**Exercise instructions:** From the line that contains "Locate an element on the screen. Image" to the final line of the records below, print each line exactly and leave every picture out.

**Exercise materials:**

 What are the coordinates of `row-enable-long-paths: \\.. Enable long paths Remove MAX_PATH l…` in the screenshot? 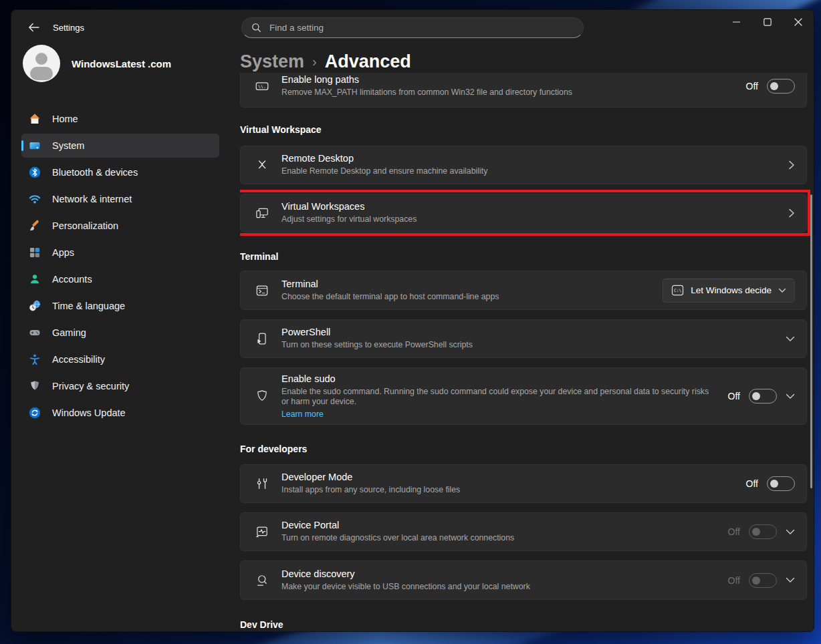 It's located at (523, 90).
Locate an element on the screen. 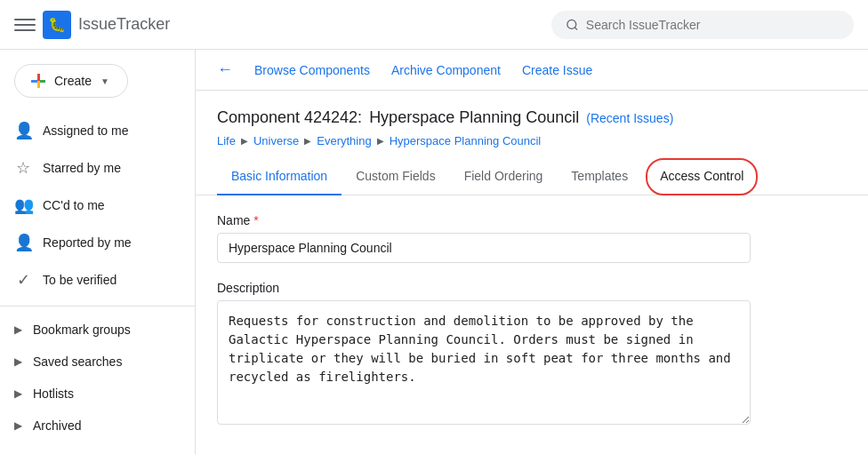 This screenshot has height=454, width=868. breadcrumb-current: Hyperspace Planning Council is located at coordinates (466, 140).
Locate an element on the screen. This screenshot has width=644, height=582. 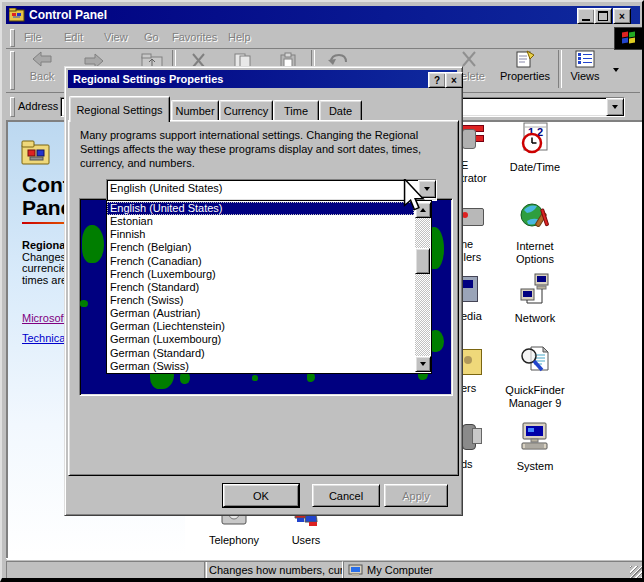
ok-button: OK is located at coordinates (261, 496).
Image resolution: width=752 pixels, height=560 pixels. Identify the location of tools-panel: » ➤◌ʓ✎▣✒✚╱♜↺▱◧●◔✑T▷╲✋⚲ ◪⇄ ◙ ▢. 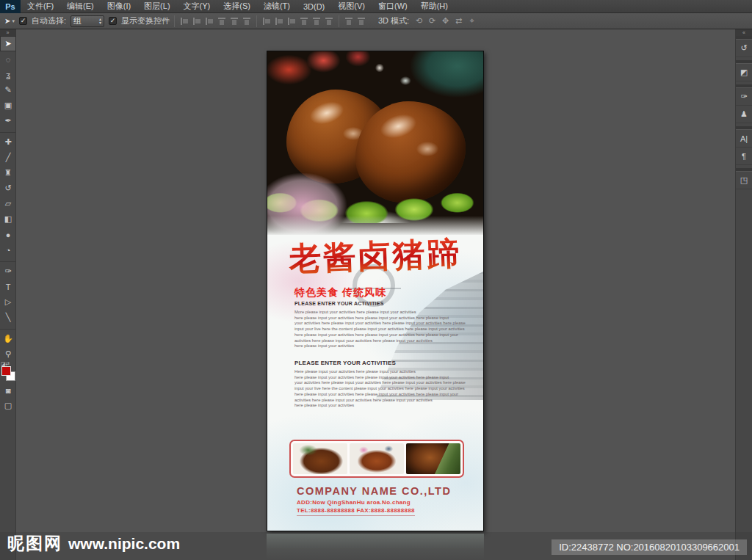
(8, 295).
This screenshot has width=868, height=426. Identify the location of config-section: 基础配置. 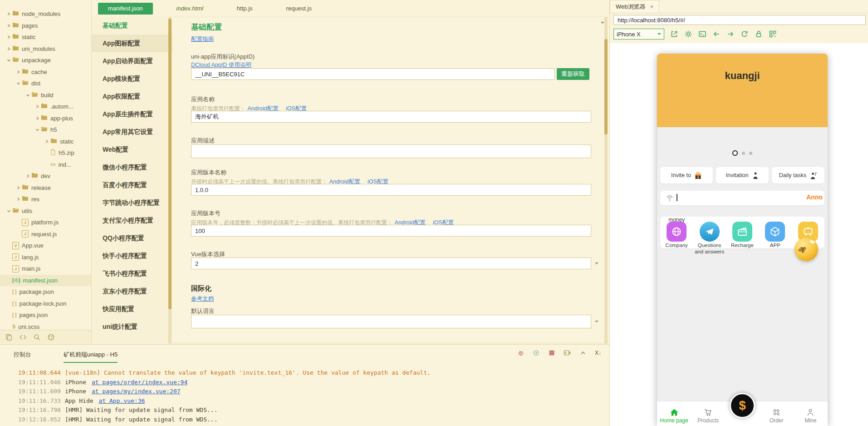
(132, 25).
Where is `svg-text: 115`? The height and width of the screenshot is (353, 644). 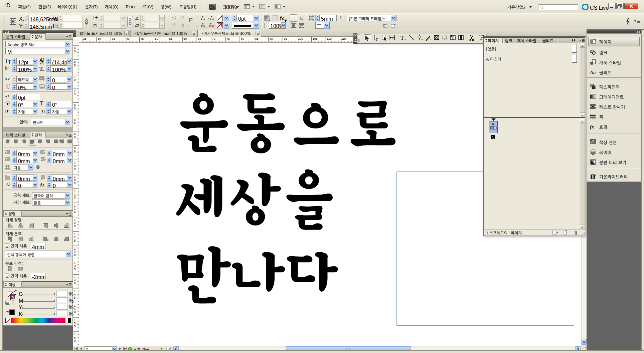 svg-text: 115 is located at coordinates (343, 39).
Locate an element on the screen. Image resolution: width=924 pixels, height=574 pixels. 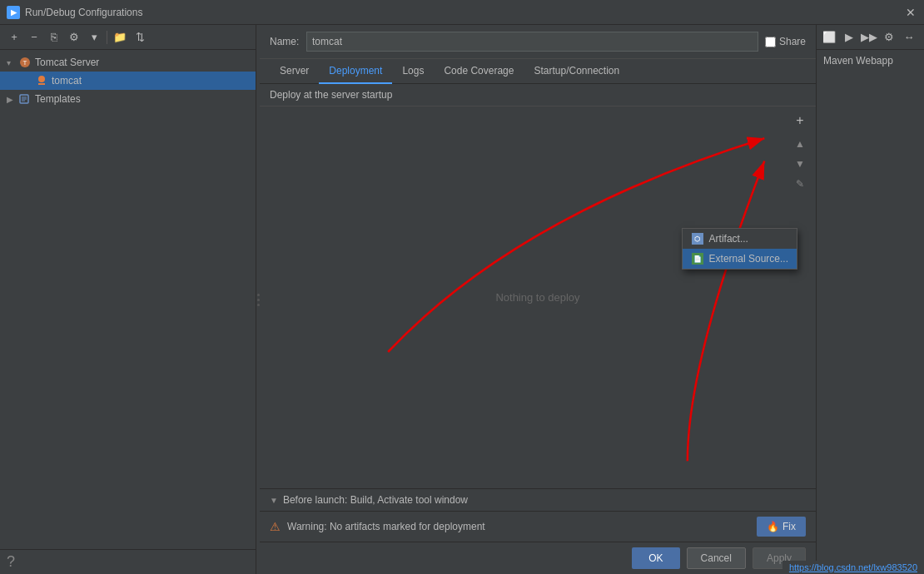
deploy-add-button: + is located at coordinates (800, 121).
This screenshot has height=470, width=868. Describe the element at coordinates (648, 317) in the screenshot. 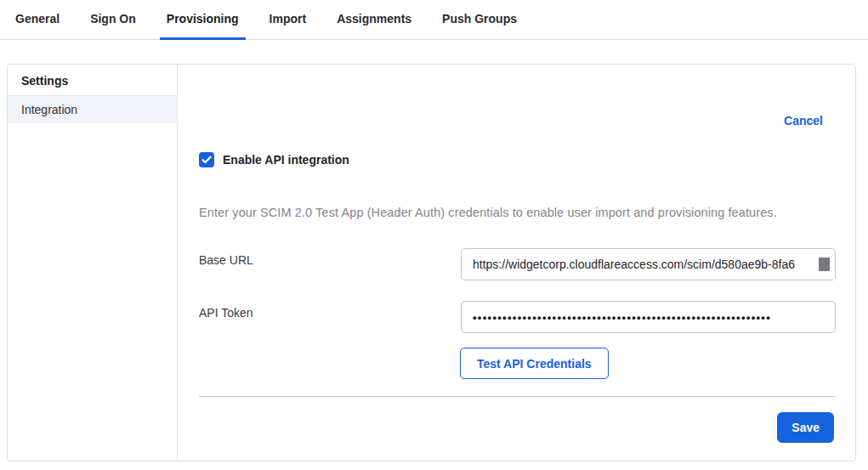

**Solution for this task:**
Locate an element on the screen. Image resolution: width=924 pixels, height=574 pixels. 
deploy-add-button: + is located at coordinates (800, 121).
This screenshot has height=470, width=868. Describe the element at coordinates (648, 317) in the screenshot. 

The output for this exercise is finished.